Umeme was formed in 2004 when the government of Uganda granted the distribution concession to a consortium belonging to Globeleq, a subsidiary of the Commonwealth Development Corporation of the UK, which held 56 per cent, and South Africa’s now inept utility corporation Eskom, which had 44 per cent. In 2006 Eskom exited the consortium, and Globeleq became the sole owner of Umeme.

The regional impact could be significant because, among other things, Umeme shares are cross-listed on the Nairobi Securities Exchange. If it unravels, Kenyan shareholders would be left crying in their bowls, and we could be back to the feud over regional assets that followed the break-up of the first East African Community in 1977.

Too messy to swallow

The renationalisation of Umeme will not be unique. Kenya just tried to renationalise cash-haemorrhaging national carrier Kenya Airways but found it too messy to swallow. The recently elected new government of President William Ruto has decided to throw it back on the block.

The difference in Uganda is that Umeme is just the shallow end of the pool. There are other moves to renationalise the very lucrative liberalised coffee sector by granting a near-monopoly to a Vinci Coffee Company, owned by controversial and shadowy Italian “foreign investor” Enrica Pinetti, to process and export Uganda’s coffee. That would take Uganda back to the early 1990s when the disastrous Coffee Marketing Board was disbanded.

A similar move is being made to give the Grain Council of Uganda, on paper a non-profit membership organisation, the kind of sway over the country’s grain last seen in the colonial era.

The force behind the Grain Council is the otherwise amiable president’s younger brother, retired Lt-Gen Salim Saleh (Caleb Akandwanaho), a sly operator who is the second most powerful figure in the land.

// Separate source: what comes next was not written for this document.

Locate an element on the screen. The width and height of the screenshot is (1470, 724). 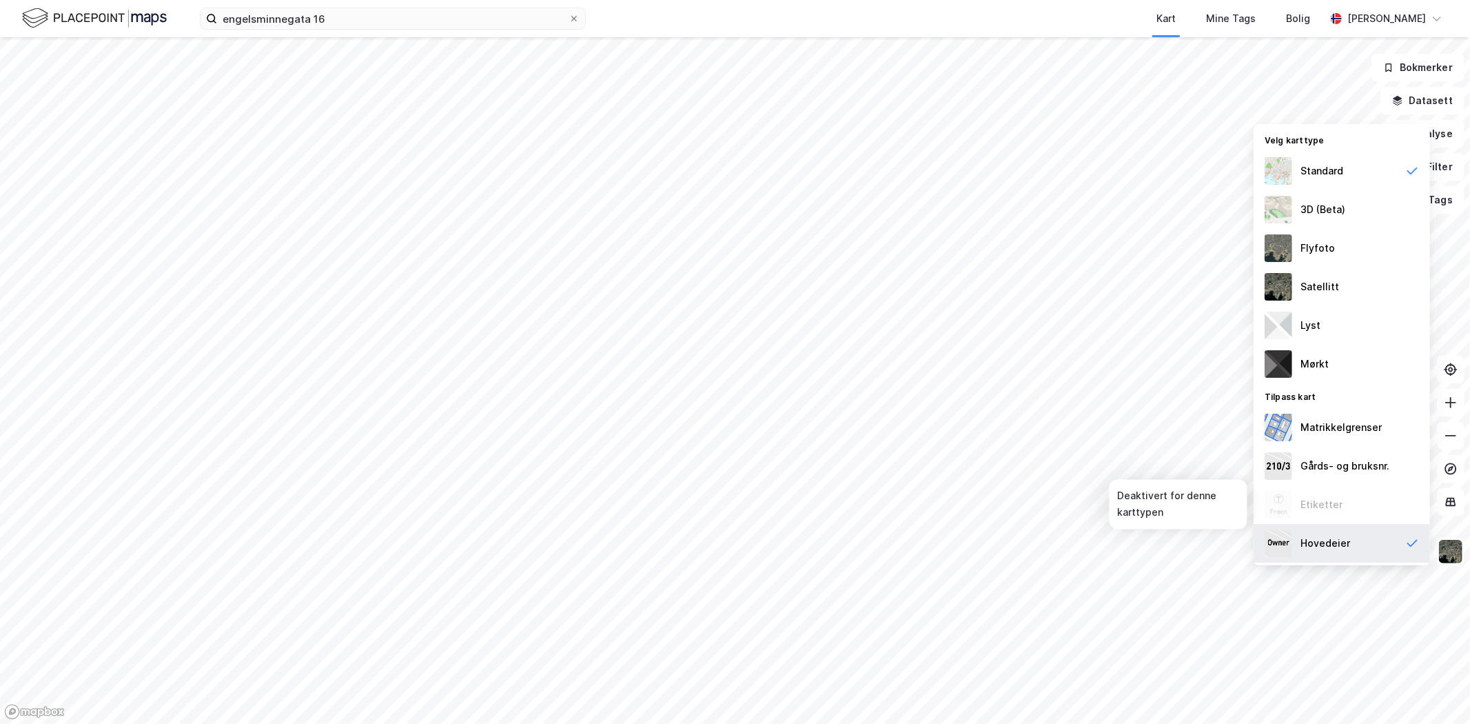
div: Standard is located at coordinates (1322, 171).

A nationalist and statist, Saleh has led a quiet but effective assault against laissez-faire liberalisation, which he argues has mostly benefited foreigners and left Ugandans with only holes in their pockets. He has taken over a large chunk of the country’s agricultural budget and several “development” functions under the amorphous state-created vehicle Operation Wealth Creation (OWC) that he heads and inserted disciples in key national economic institutions.

Return to old roots

This state of affairs is a dramatic return to old roots. Uganda launched the first of a series of economic liberalisations in the 1990s that were deemed impossible in Africa at the time and anathema in the hyper-nationalist traditions that were entrenched in post-independence Africa.

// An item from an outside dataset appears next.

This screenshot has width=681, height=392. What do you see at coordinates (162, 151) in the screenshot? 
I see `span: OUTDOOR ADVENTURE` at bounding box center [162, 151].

It was the first country in Africa to radically liberalise its foreign exchange market and still maintains one of the least-interventionist approaches to the money market on the continent. It was also the first in East Africa to pass laws that gave the central bank extensive independence.

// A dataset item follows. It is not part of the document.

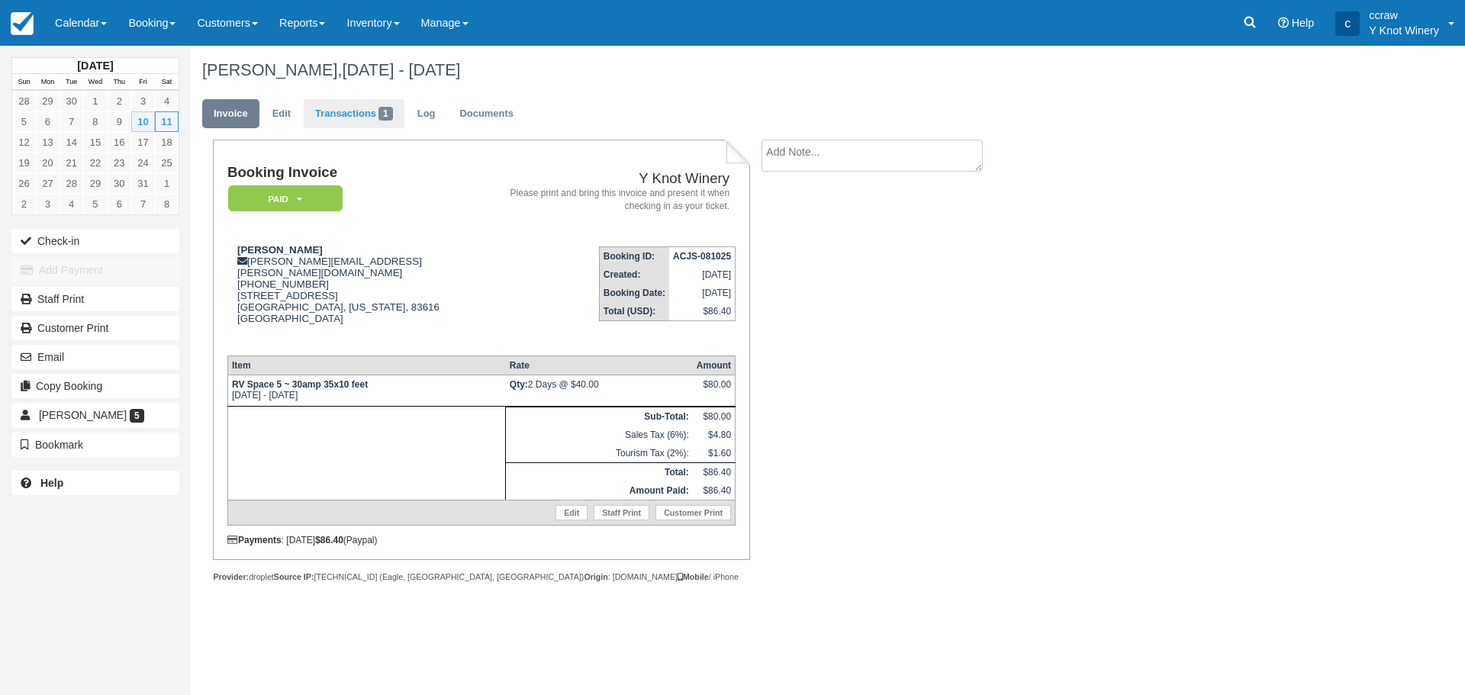 The image size is (1465, 695). I want to click on a: 31, so click(143, 183).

It was the first on the continent in the early 1990s to liberalise the fuel market and scrap fuel subsidies. Again, in East Africa, at least, it is the government that meddles least in setting the price of gas at the pump. When fuel prices skyrocketed everywhere following the Russian invasion of Ukraine last year, it alone was the East African government to flatly refuse to even consider a fuel subsidy and price cap, as all the rest of the EAC states did.

Price of food

Uganda, too, is the country where the price of food is most considered none of the government’s business. When Ugandans read stories and political fights over maize in Kenya, and the government setting the price, to some of them, it sounds like a tale about an alien planet.

The country and economy that Uganda is today are about to change. Some of the changes have to do with the politics of the Museveni succession and how the family and vested interests that have coalesced around the State House view their future security. A lot of it, though, is because of some good things: the rebirth of the EAC; the end of the wars in Uganda and the ushering in of the country’s longest spell of peace; the rebound of a post-KANU Kenya; and the Rwanda post-genocide recovery.

If there are two people in East Africa outside Uganda, who have edged Uganda to the fork in the road where it is today, they are Rwanda’s President Paul Kagame and former Kenya president Mwai Kibaki.